Abstract

Despite the original definition of evidence-based medicine (EBM), which included the best external evidence in conjunction with a practitioner's clinical expertise, 2 the hierarchical ordering of external evidence means that the randomized controlled trial (RCT) is increasingly the only form of evidence considered by health care regulators and policymakers. There is no doubt that well-designed RCTs make valuable contributions to medical science and patient care, particularly in drug or single-agent studies. The issue, which has been raised several times in the pages of this Journal and others, is whether the supremacy of the RCT is warranted, when its conclusions frequently do not address the real-world context of either biomedicical 3,4 or CAM 5 practice. An unfortunate side-effect of the dominance of this rigid definition of EBM is that even public health research, on both domestic and global development fronts, is moving toward using RCTs to evaluate the impact of programs, with some of the same consequences 6,7 regarding external validity that face medical and CAM practitioners. It is as if our need for certainty has eclipsed our actual experience of the world to the extent that some of our most rigorous scientific research has lost touch with reality.
As Wardle and Oberg point out in their article in this issue of the Journal, the primary health concerns for this century (such as type 2 diabetes, obesity, and cardiovascular disease) are chronic, complex conditions, which require lifestyle change as major components of treatment and prevention. Lifestyle change generally entails behavioral change. The sustainable transformation of behavior can be an intricate and unpredictable process. Possibly more than any other CAM system, naturopathic medicine has a whole-person focus that supports both the development of a knowledge base and the embodiment of behavioral patterns that promote and sustain a patient's optimal health and well-being (not just the absence of symptoms) over the course of a lifetime. Education in the sense of providing information is just one component in fostering behavioral change, because it is recognized that a lack of information is not the only reason why a person maintains destructive habits. Naturopathic doctors (NDs) are also trained in the more intangible dimensions of practitioner interpersonal skills such as relational versatility, 8 which is the ability to meet patients at their individual level of readiness and to guide nonjudgmentally from there.
The current paradigm, by which conclusions are considered evidence-based only when they have been found effective by research methods that involve random assignment of participants to experimental and control groups, is too narrow for the assessment of CAM whole systems and living systems in general. Ranking solutions by the evaluation of their methodology instead of finding new ways to assess how well they accomplish important goals is an impoverished stance. The chronic and complex nature of the “epidemics” of the 21st century demand a new approach. Reversing the prevailing research strategy is an obvious way to allow CAM systems to be assessed appropriately. 9,10 This approach would allow for whole-system/whole-practice effectiveness studies to be conducted first, followed by efficacy trials, and finally, trials to determine mechanism of action. As stated by Bodeker and Kronenberg: 11 “New directions must be forged by researchers who are able to transcend limitations in research orthodoxy in the interests of providing sound information to the public on what constitutes good health care.”
It is not just limitations of research orthodoxy that must be transcended. For that to happen pervasively, a paradigm shift in our thinking as a society must take place first. The chronic and complex diseases of modern times require a new metaphor to encompass them and a new body of knowledge to explain them. As Jobst et al. 12 have described, the new metaphor must be about relationship and inter-relationship, taking into account our relationship with ourselves, other living beings, and our broadly defined environments. This needs to be done, not to allocate blame but to do justice to the reality that even as individuals we participate in something greater. The body of knowledge that will foster this kind of understanding has to be built upon meaning: personal meaning and thus the elevation of subjective experience and narrative. Interwoven with this new way of thinking, and perhaps an emergent property of it, is the realization that absence of symptoms does not equal the fullest expression of health and well-being that is possible for any given individual, group, or society. The fullest possible expression of health and well-being is the goal of naturopathic medicine and, essentially, the goal of non-RCT-based, complex models of public- and international-health interventions.
The fields of public health and naturopathic medicine would be powerful partners in fueling the paradigm shift in thinking that is needed to establish health care policy priorities and a public health research agenda that can successfully and sustainably address the behavioral and lifestyle-based health challenges of the modern age.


#### Exercise brief
Out of the listing below, copy every line that carries the string "Stimulation".
•••••
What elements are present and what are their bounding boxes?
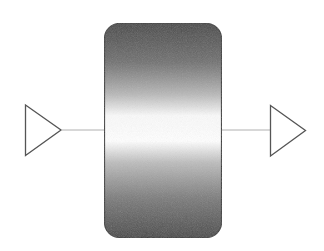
input-port-triangle-icon[interactable] xyxy=(26,105,62,156)
output-port-triangle-icon[interactable] xyxy=(271,106,306,157)
block-body[interactable] xyxy=(105,24,222,238)
block-diagram xyxy=(0,0,324,251)
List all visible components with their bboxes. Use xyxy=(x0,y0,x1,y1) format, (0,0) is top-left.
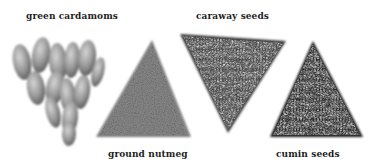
cardamom-label: green cardamoms xyxy=(26,11,118,21)
cumin-pile xyxy=(270,41,363,137)
cardamom-pile xyxy=(10,36,107,146)
nutmeg-label: ground nutmeg xyxy=(108,149,188,159)
caraway-label: caraway seeds xyxy=(196,11,269,21)
caraway-pile xyxy=(180,34,286,133)
cumin-label: cumin seeds xyxy=(276,149,340,159)
spice-piles-graphic xyxy=(0,0,383,162)
spice-illustration: green cardamoms caraway seeds ground nut… xyxy=(0,0,383,162)
nutmeg-pile xyxy=(96,40,191,137)
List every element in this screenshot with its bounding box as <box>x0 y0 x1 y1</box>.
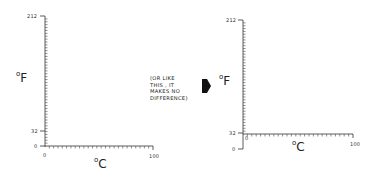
right-x-tick-0: 0 <box>245 135 248 141</box>
right-x-tick-100: 100 <box>350 141 360 147</box>
left-y-axis-unit: oF <box>16 71 27 85</box>
left-y-tick-32: 32 <box>31 128 38 134</box>
right-y-tick-0: 0 <box>232 146 235 152</box>
arrow-right-icon <box>202 79 211 93</box>
right-x-axis-unit: oC <box>292 140 305 154</box>
left-y-tick-0: 0 <box>34 143 37 149</box>
right-y-tick-212: 212 <box>226 17 236 23</box>
note-text: (OR LIKE THIS , IT MAKES NO DIFFERENCE) <box>150 75 188 101</box>
left-x-tick-100: 100 <box>149 153 159 159</box>
left-x-axis-unit: oC <box>94 157 107 171</box>
right-y-axis-unit: oF <box>219 74 230 88</box>
left-x-tick-0: 0 <box>43 152 46 158</box>
left-y-tick-212: 212 <box>27 13 37 19</box>
right-y-tick-32: 32 <box>229 130 236 136</box>
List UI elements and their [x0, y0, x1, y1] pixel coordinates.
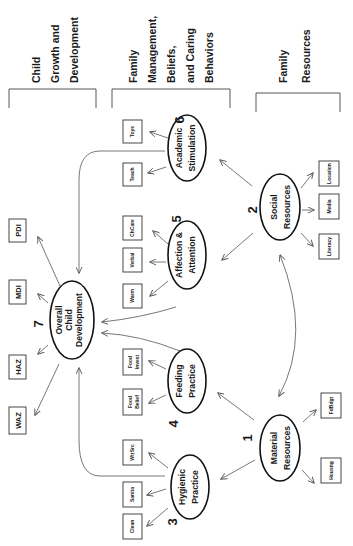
arrow-material-to-housng: [302, 470, 314, 483]
indicator-label: Warm: [129, 289, 135, 303]
indicator-label: ChCare: [129, 219, 135, 237]
indicator-label: Belief: [134, 395, 140, 409]
indicator-box-media: Media: [319, 194, 339, 219]
header-child-growth: Child Growth and Development: [30, 17, 80, 83]
arrow-social-to-location: [301, 173, 313, 188]
arrow-academic-to-overall: [79, 151, 165, 273]
arrow-social-material-bidirectional: [279, 255, 296, 396]
arrow-social-to-affection: [222, 233, 253, 260]
node-feeding-practice: Feeding Practice 4: [166, 349, 206, 428]
indicator-box-housng: Housng: [321, 458, 341, 483]
header-line: Beliefs,: [165, 46, 177, 83]
arrow-hygienic-to-overall: [79, 368, 165, 476]
arrow-affection-to-overall: [102, 307, 176, 322]
header-line: Child: [30, 57, 42, 83]
indicator-label: Teach: [129, 167, 135, 181]
indicator-label: Literacy: [326, 237, 332, 256]
indicator-label: Housng: [328, 461, 334, 480]
outcome-label: MDI: [14, 285, 23, 299]
arrow-feeding-to-food-belief: [149, 395, 166, 403]
node-label: Social: [269, 194, 279, 219]
indicator-box-fdbdgt: FdBdgt: [321, 393, 341, 418]
node-overall-child-development: Overall Child Development 7: [31, 281, 94, 359]
indicator-label: FdBdgt: [328, 396, 334, 414]
indicator-label: Clean: [129, 520, 135, 534]
arrow-overall-to-haz: [38, 345, 48, 354]
indicator-box-literacy: Literacy: [319, 234, 339, 259]
arrow-social-to-academic: [220, 160, 252, 186]
node-number: 1: [240, 434, 255, 441]
arrow-academic-to-teach: [148, 167, 166, 173]
node-label: Stimulation: [187, 125, 197, 172]
header-line: Development: [68, 17, 80, 83]
header-line: and Caring: [184, 28, 196, 83]
bracket-family-management: [112, 89, 230, 108]
indicator-box-wtrsrc: WtrSrc: [123, 440, 142, 465]
node-label: Material: [269, 432, 279, 464]
node-label: Practice: [190, 470, 200, 504]
node-hygienic-practice: Hygienic Practice 3: [165, 455, 209, 526]
arrow-hygienic-to-sanita: [147, 489, 166, 495]
indicator-box-verbal: Verbal: [123, 248, 142, 272]
arrow-material-to-fdbdgt: [303, 410, 316, 422]
indicator-box-location: Location: [319, 161, 339, 186]
indicator-box-food-invest: Food Invest: [123, 349, 142, 375]
indicator-box-toys: Toys: [123, 120, 142, 143]
node-label: Practice: [187, 364, 197, 398]
arrow-hygienic-to-wtrsrc: [149, 453, 168, 468]
node-label: Attention: [187, 236, 197, 274]
node-number: 6: [172, 116, 187, 123]
outcome-label: PDI: [14, 224, 23, 237]
arrow-social-to-literacy: [301, 233, 313, 246]
header-line: Family: [127, 50, 139, 83]
header-family-resources: Family Resources: [277, 29, 312, 83]
header-line: Resources: [300, 29, 312, 83]
outcome-label: HAZ: [14, 359, 23, 375]
header-family-management: Family Management, Beliefs, and Caring B…: [127, 16, 215, 83]
bracket-child: [9, 89, 96, 108]
indicator-label: Food: [127, 396, 133, 408]
node-number: 4: [166, 420, 181, 428]
arrow-overall-to-pdi: [38, 237, 60, 286]
header-line: Behaviors: [203, 32, 215, 83]
indicator-box-teach: Teach: [123, 163, 142, 186]
bracket-family-resources: [256, 93, 340, 112]
arrow-feeding-to-food-invest: [149, 361, 166, 369]
outcome-box-mdi: MDI: [9, 280, 26, 304]
header-line: Growth and: [49, 25, 61, 83]
conceptual-framework-diagram: Child Growth and Development Family Mana…: [0, 0, 353, 546]
node-label: Overall: [54, 305, 64, 334]
indicator-box-warm: Warm: [123, 284, 142, 308]
arrow-material-to-hygienic: [221, 460, 255, 479]
arrow-material-to-feeding: [218, 393, 254, 420]
indicator-label: Verbal: [129, 252, 135, 268]
arrow-academic-to-toys: [150, 132, 168, 138]
arrow-affection-to-warm: [150, 281, 168, 296]
indicator-box-chcare: ChCare: [123, 216, 142, 240]
arrow-overall-to-mdi: [38, 294, 48, 303]
node-label: Academic: [174, 127, 184, 168]
node-number: 3: [165, 518, 180, 525]
node-label: Hygienic: [177, 469, 187, 505]
indicator-label: Food: [127, 356, 133, 368]
indicator-box-clean: Clean: [123, 514, 142, 539]
node-material-resources: Material Resources 1: [240, 415, 300, 481]
indicator-label: Media: [326, 199, 332, 213]
node-social-resources: Social Resources 2: [245, 174, 300, 240]
indicator-label: WtrSrc: [129, 444, 135, 461]
arrow-overall-to-waz: [35, 364, 59, 415]
node-label: Development: [74, 293, 84, 347]
node-label: Affection &: [174, 232, 184, 278]
node-academic-stimulation: Academic Stimulation 6: [168, 115, 206, 181]
node-label: Feeding: [174, 365, 184, 398]
outcome-box-waz: WAZ: [9, 407, 26, 434]
node-affection-attention: Affection & Attention 5: [168, 215, 206, 289]
node-label: Resources: [282, 185, 292, 229]
outcome-box-pdi: PDI: [9, 219, 26, 242]
arrow-affection-to-chcare: [153, 231, 168, 244]
node-number: 7: [31, 320, 46, 327]
node-number: 2: [245, 206, 260, 213]
outcome-label: WAZ: [14, 412, 23, 429]
node-label: Resources: [282, 426, 292, 470]
indicator-box-food-belief: Food Belief: [123, 389, 142, 415]
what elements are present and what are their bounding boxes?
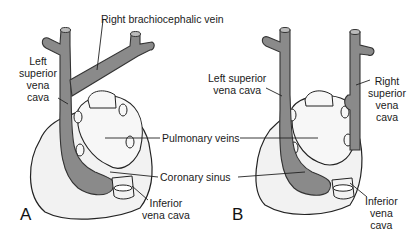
label-a-inferior-vena-cava: Inferior vena cava: [142, 197, 190, 221]
label-pulmonary-veins: Pulmonary veins: [162, 132, 240, 144]
right-brachiocephalic-a: [70, 35, 154, 96]
label-b-right-superior-vena-cava: Right superior vena cava: [368, 75, 406, 123]
label-b-left-superior-vena-cava: Left superior vena cava: [208, 72, 266, 96]
label-b-inferior-vena-cava: Inferior vena cava: [365, 195, 398, 231]
panel-a-drawing: [30, 20, 160, 219]
panel-label-a: A: [20, 205, 31, 225]
diagram-canvas: [0, 0, 418, 235]
panel-b-drawing: [238, 28, 374, 215]
label-coronary-sinus: Coronary sinus: [160, 171, 231, 183]
panel-label-b: B: [232, 205, 243, 225]
label-a-left-superior-vena-cava: Left superior vena cava: [19, 55, 57, 103]
label-right-brachiocephalic-vein: Right brachiocephalic vein: [101, 13, 224, 25]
•••••
#### Solution to this task
node-label: Stimulation: [187, 125, 197, 172]
node-academic-stimulation: Academic Stimulation 6: [168, 115, 206, 181]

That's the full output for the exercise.